Skip to main content

This is your Donation message.

Home » News » Faculty Presentations: Freiberg at the Renaissance Society of America

Faculty Presentations: Freiberg at the Renaissance Society of America

Published February 8, 2013

Professor Jack Freiberg will present “The Image of Pity in Santa Croce in Gerusalemme and the Catholic Monarchs” at the 59th annual meeting of the Renaissance Society of America in San Diego in April. Freiberg’s paper is part of the session “Before and After 1453: Preserving, Promoting, and Presenting Sacred Heritage between East and West” on Saturday, April 6. The session was organized by FSU alumni Timothy B. Smith of Birmingham-Southern College and Tanja L. Jones of the University of Alabama, Tuscaloosa. Freiberg’s paper investigates how the prominent Byzantine mosaic icon of Christ known as the Imago Pietatis (Image of Pity) became charged with new devotional and political meanings when it was brought to Rome toward the end of the fourteenth century, and how a century later those meanings were enlisted to honor the king and queen of Spain, Ferdinand of Aragon and Isabel of Castile. This study forms part of Freiberg’s broader investigation of Spanish royal patronage in Renaissance Rome.

The Byzantine mosaic icon of Christ preserved in the Roman basilica of Santa Croce in Gerusalemme is distinguished among the many eastern objects that migrated to the West during the fourteenth and fifteenth centuries by its legendary association with Pope Gregory the Great. The process of promoting the icon as the one Gregory had created to immortalize the vision of Christ he experienced while celebrating Mass, and how that process formed part of a broader campaign to honor Ferdinand of Aragon and Isabel of Castile provide the themes of Freiberg’s paper. In the wake of the fall of Constantinople, and the ongoing struggle to defend the faith, the eastern icon was identified as a western relic attesting to the power of faith and as a politicized image pointing to the Christian recovery of Jerusalem.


**Problem requirements:**
Pull every line that holds the word "suspicious" from the entries.

**Source records:**
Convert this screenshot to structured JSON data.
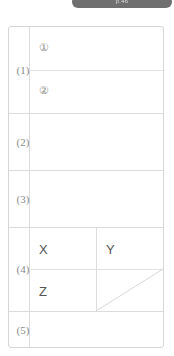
{
  "banner": {
    "text": "p.46",
    "pill_color": "#6f6f6f",
    "text_color": "#e8e8e8"
  },
  "worksheet": {
    "border_color": "#d6d6d6",
    "grid_line_color": "#dcdcdc",
    "label_text_color": "#8a8a8a",
    "mark_text_color": "#8d8d8d",
    "letter_text_color": "#555555",
    "background": "#ffffff",
    "rows": [
      {
        "label": "(1)",
        "subrows": [
          {
            "mark": "①"
          },
          {
            "mark": "②"
          }
        ]
      },
      {
        "label": "(2)",
        "subrows": [
          {
            "mark": ""
          }
        ]
      },
      {
        "label": "(3)",
        "subrows": [
          {
            "mark": ""
          }
        ]
      },
      {
        "label": "(4)",
        "subrows": [
          {
            "left": "X",
            "right": "Y"
          },
          {
            "left": "Z",
            "right": ""
          }
        ]
      },
      {
        "label": "(5)",
        "subrows": [
          {
            "mark": ""
          }
        ]
      }
    ]
  }
}
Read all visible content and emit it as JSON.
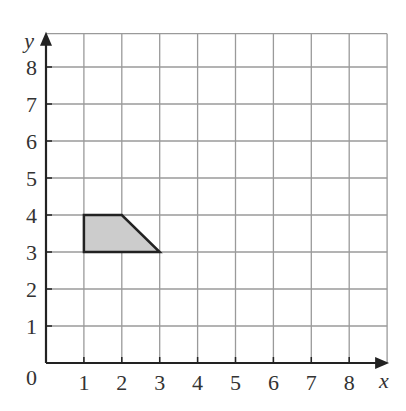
{
  "diagram": {
    "type": "coordinate-grid",
    "x_axis": {
      "label": "x",
      "min": 0,
      "max": 9,
      "ticks": [
        "1",
        "2",
        "3",
        "4",
        "5",
        "6",
        "7",
        "8"
      ]
    },
    "y_axis": {
      "label": "y",
      "min": 0,
      "max": 9,
      "ticks": [
        "1",
        "2",
        "3",
        "4",
        "5",
        "6",
        "7",
        "8"
      ]
    },
    "origin_label": "0",
    "shape": {
      "name": "trapezium",
      "vertices": [
        [
          1,
          3
        ],
        [
          1,
          4
        ],
        [
          2,
          4
        ],
        [
          3,
          3
        ]
      ],
      "fill": "#cccccc",
      "stroke": "#222222"
    },
    "colors": {
      "grid": "#9a9a9a",
      "axis": "#222222"
    }
  }
}
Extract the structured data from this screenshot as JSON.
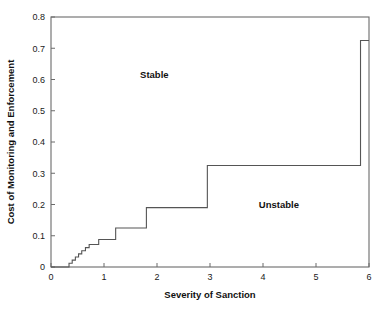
{
  "chart_data": {
    "type": "line",
    "title": "",
    "xlabel": "Severity of Sanction",
    "ylabel": "Cost of Monitoring and Enforcement",
    "xlim": [
      0,
      6
    ],
    "ylim": [
      0,
      0.8
    ],
    "xticks": [
      0,
      1,
      2,
      3,
      4,
      5,
      6
    ],
    "xtick_labels": [
      "0",
      "1",
      "2",
      "3",
      "4",
      "5",
      "6"
    ],
    "yticks": [
      0,
      0.1,
      0.2,
      0.3,
      0.4,
      0.5,
      0.6,
      0.7,
      0.8
    ],
    "ytick_labels": [
      "0",
      "0.1",
      "0.2",
      "0.3",
      "0.4",
      "0.5",
      "0.6",
      "0.7",
      "0.8"
    ],
    "grid": false,
    "legend": null,
    "line_color": "#555555",
    "background_color": "#ffffff",
    "frame_color": "#6b6b6b",
    "series": [
      {
        "name": "stability boundary",
        "style": "step-post",
        "x": [
          0.0,
          0.34,
          0.34,
          0.4,
          0.4,
          0.46,
          0.46,
          0.52,
          0.52,
          0.58,
          0.58,
          0.65,
          0.65,
          0.72,
          0.72,
          0.9,
          0.9,
          1.22,
          1.22,
          1.8,
          1.8,
          2.95,
          2.95,
          5.84,
          5.84,
          6.0
        ],
        "y": [
          0.0,
          0.0,
          0.012,
          0.012,
          0.022,
          0.022,
          0.032,
          0.032,
          0.042,
          0.042,
          0.052,
          0.052,
          0.062,
          0.062,
          0.072,
          0.072,
          0.088,
          0.088,
          0.125,
          0.125,
          0.19,
          0.19,
          0.325,
          0.325,
          0.725,
          0.725
        ]
      }
    ],
    "annotations": [
      {
        "text": "Stable",
        "x": 1.95,
        "y": 0.605
      },
      {
        "text": "Unstable",
        "x": 4.3,
        "y": 0.19
      }
    ]
  },
  "axis": {
    "x_title": "Severity of Sanction",
    "y_title": "Cost of Monitoring and Enforcement"
  },
  "regions": {
    "stable_label": "Stable",
    "unstable_label": "Unstable"
  }
}
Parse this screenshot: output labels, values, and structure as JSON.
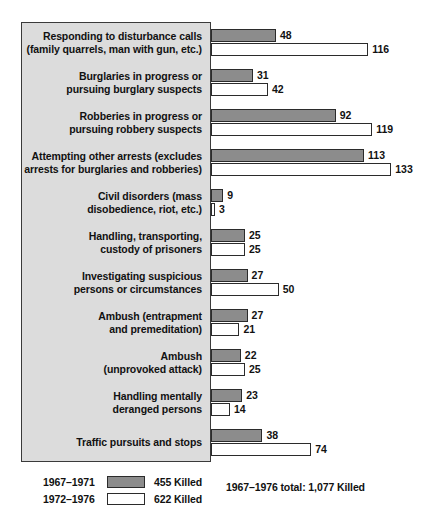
{
  "chart_data": {
    "type": "bar",
    "orientation": "horizontal",
    "title": "",
    "xlabel": "",
    "ylabel": "",
    "xlim": [
      0,
      140
    ],
    "grid": false,
    "legend_position": "bottom-left",
    "categories": [
      "Responding to disturbance calls\n(family quarrels, man with gun, etc.)",
      "Burglaries in progress or\npursuing burglary suspects",
      "Robberies in progress or\npursuing robbery suspects",
      "Attempting other arrests (excludes\narrests for burglaries and robberies)",
      "Civil disorders (mass\ndisobedience, riot, etc.)",
      "Handling, transporting,\ncustody of prisoners",
      "Investigating suspicious\npersons or circumstances",
      "Ambush (entrapment\nand premeditation)",
      "Ambush\n(unprovoked attack)",
      "Handling mentally\nderanged persons",
      "Traffic pursuits and stops"
    ],
    "series": [
      {
        "name": "1967-1971",
        "color": "#8c8c8c",
        "total_label": "455 Killed",
        "values": [
          48,
          31,
          92,
          113,
          9,
          25,
          27,
          27,
          22,
          23,
          38
        ]
      },
      {
        "name": "1972-1976",
        "color": "#ffffff",
        "total_label": "622 Killed",
        "values": [
          116,
          42,
          119,
          133,
          3,
          25,
          50,
          21,
          25,
          14,
          74
        ]
      }
    ],
    "annotations": [
      "1967–1976 total: 1,077 Killed"
    ]
  },
  "rows": [
    {
      "label_line1": "Responding to disturbance calls",
      "label_line2": "(family quarrels, man with gun, etc.)",
      "a": 48,
      "b": 116
    },
    {
      "label_line1": "Burglaries in progress or",
      "label_line2": "pursuing burglary suspects",
      "a": 31,
      "b": 42
    },
    {
      "label_line1": "Robberies in progress or",
      "label_line2": "pursuing robbery suspects",
      "a": 92,
      "b": 119
    },
    {
      "label_line1": "Attempting other arrests (excludes",
      "label_line2": "arrests for burglaries and robberies)",
      "a": 113,
      "b": 133
    },
    {
      "label_line1": "Civil disorders (mass",
      "label_line2": "disobedience, riot, etc.)",
      "a": 9,
      "b": 3
    },
    {
      "label_line1": "Handling, transporting,",
      "label_line2": "custody of prisoners",
      "a": 25,
      "b": 25
    },
    {
      "label_line1": "Investigating suspicious",
      "label_line2": "persons or circumstances",
      "a": 27,
      "b": 50
    },
    {
      "label_line1": "Ambush (entrapment",
      "label_line2": "and premeditation)",
      "a": 27,
      "b": 21
    },
    {
      "label_line1": "Ambush",
      "label_line2": "(unprovoked attack)",
      "a": 22,
      "b": 25
    },
    {
      "label_line1": "Handling mentally",
      "label_line2": "deranged persons",
      "a": 23,
      "b": 14
    },
    {
      "label_line1": "Traffic pursuits and stops",
      "label_line2": "",
      "a": 38,
      "b": 74
    }
  ],
  "legend": {
    "series_a_period": "1967–1971",
    "series_a_total": "455 Killed",
    "series_b_period": "1972–1976",
    "series_b_total": "622 Killed"
  },
  "total_note": "1967–1976 total: 1,077 Killed",
  "colors": {
    "series_a": "#8c8c8c",
    "series_b": "#ffffff",
    "panel_bg": "#dcdcdc",
    "outline": "#2b2b2b"
  }
}
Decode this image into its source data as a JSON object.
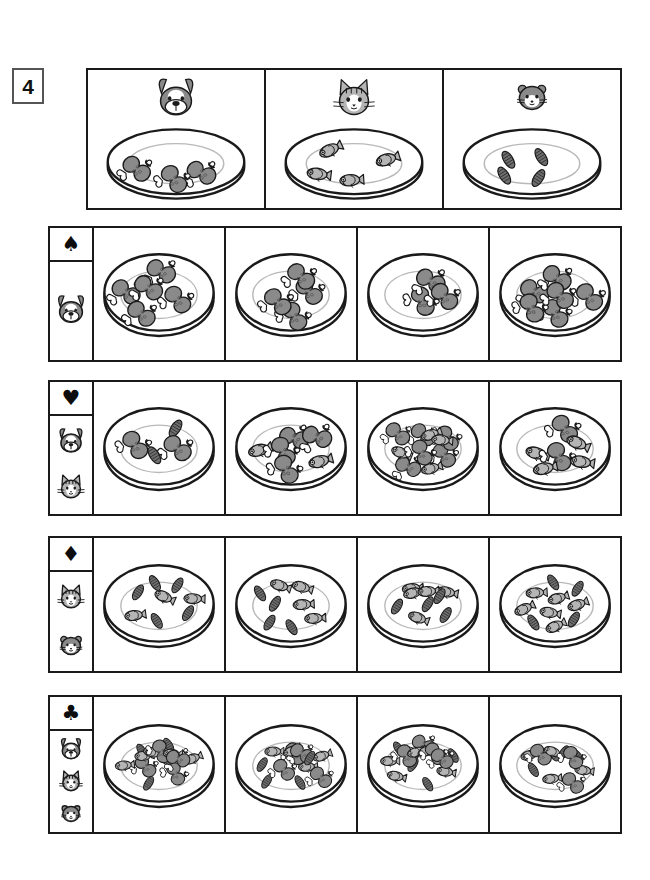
{
  "worksheet": {
    "exercise_number": "4",
    "colors": {
      "ink": "#1a1a1a",
      "meat": "#8a8a8a",
      "meat_dark": "#5a5a5a",
      "fish_body": "#b5b5b5",
      "seed": "#6e6e6e",
      "bone": "#ffffff",
      "plate": "#ffffff"
    },
    "food_icons": {
      "drumstick": "drumstick-icon",
      "fish": "fish-icon",
      "seed": "seed-icon"
    },
    "animal_icons": {
      "dog": "dog-icon",
      "cat": "cat-icon",
      "hamster": "hamster-icon"
    },
    "suit_icons": {
      "spade": "spade-icon",
      "heart": "heart-icon",
      "diamond": "diamond-icon",
      "club": "club-icon"
    }
  },
  "header": {
    "cells": [
      {
        "animal": "dog",
        "animal_glyph": "dog-icon",
        "food": "drumstick",
        "count": 3
      },
      {
        "animal": "cat",
        "animal_glyph": "cat-icon",
        "food": "fish",
        "count": 4
      },
      {
        "animal": "hamster",
        "animal_glyph": "hamster-icon",
        "food": "seed",
        "count": 4
      }
    ]
  },
  "rows": [
    {
      "suit": "spade",
      "suit_glyph": "♠",
      "animals": [
        "dog"
      ],
      "cells": [
        {
          "drumstick": 5,
          "fish": 0,
          "seed": 0,
          "total": 5
        },
        {
          "drumstick": 4,
          "fish": 0,
          "seed": 0,
          "total": 4
        },
        {
          "drumstick": 3,
          "fish": 0,
          "seed": 0,
          "total": 3
        },
        {
          "drumstick": 6,
          "fish": 0,
          "seed": 0,
          "total": 6
        }
      ]
    },
    {
      "suit": "heart",
      "suit_glyph": "♥",
      "animals": [
        "dog",
        "cat"
      ],
      "cells": [
        {
          "drumstick": 2,
          "fish": 0,
          "seed": 2,
          "total": 4
        },
        {
          "drumstick": 4,
          "fish": 2,
          "seed": 0,
          "total": 6
        },
        {
          "drumstick": 6,
          "fish": 4,
          "seed": 0,
          "total": 10
        },
        {
          "drumstick": 2,
          "fish": 4,
          "seed": 0,
          "total": 6
        }
      ]
    },
    {
      "suit": "diamond",
      "suit_glyph": "♦",
      "animals": [
        "cat",
        "hamster"
      ],
      "cells": [
        {
          "drumstick": 0,
          "fish": 3,
          "seed": 5,
          "total": 8
        },
        {
          "drumstick": 0,
          "fish": 4,
          "seed": 4,
          "total": 8
        },
        {
          "drumstick": 0,
          "fish": 5,
          "seed": 4,
          "total": 9
        },
        {
          "drumstick": 0,
          "fish": 6,
          "seed": 4,
          "total": 10
        }
      ]
    },
    {
      "suit": "club",
      "suit_glyph": "♣",
      "animals": [
        "dog",
        "cat",
        "hamster"
      ],
      "cells": [
        {
          "drumstick": 4,
          "fish": 5,
          "seed": 4,
          "total": 13
        },
        {
          "drumstick": 4,
          "fish": 4,
          "seed": 4,
          "total": 12
        },
        {
          "drumstick": 4,
          "fish": 5,
          "seed": 4,
          "total": 13
        },
        {
          "drumstick": 3,
          "fish": 4,
          "seed": 4,
          "total": 11
        }
      ]
    }
  ]
}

**Result for this exercise:**
      "Investigating suspicious\npersons or circumstances",
      "label_line1": "Investigating suspicious",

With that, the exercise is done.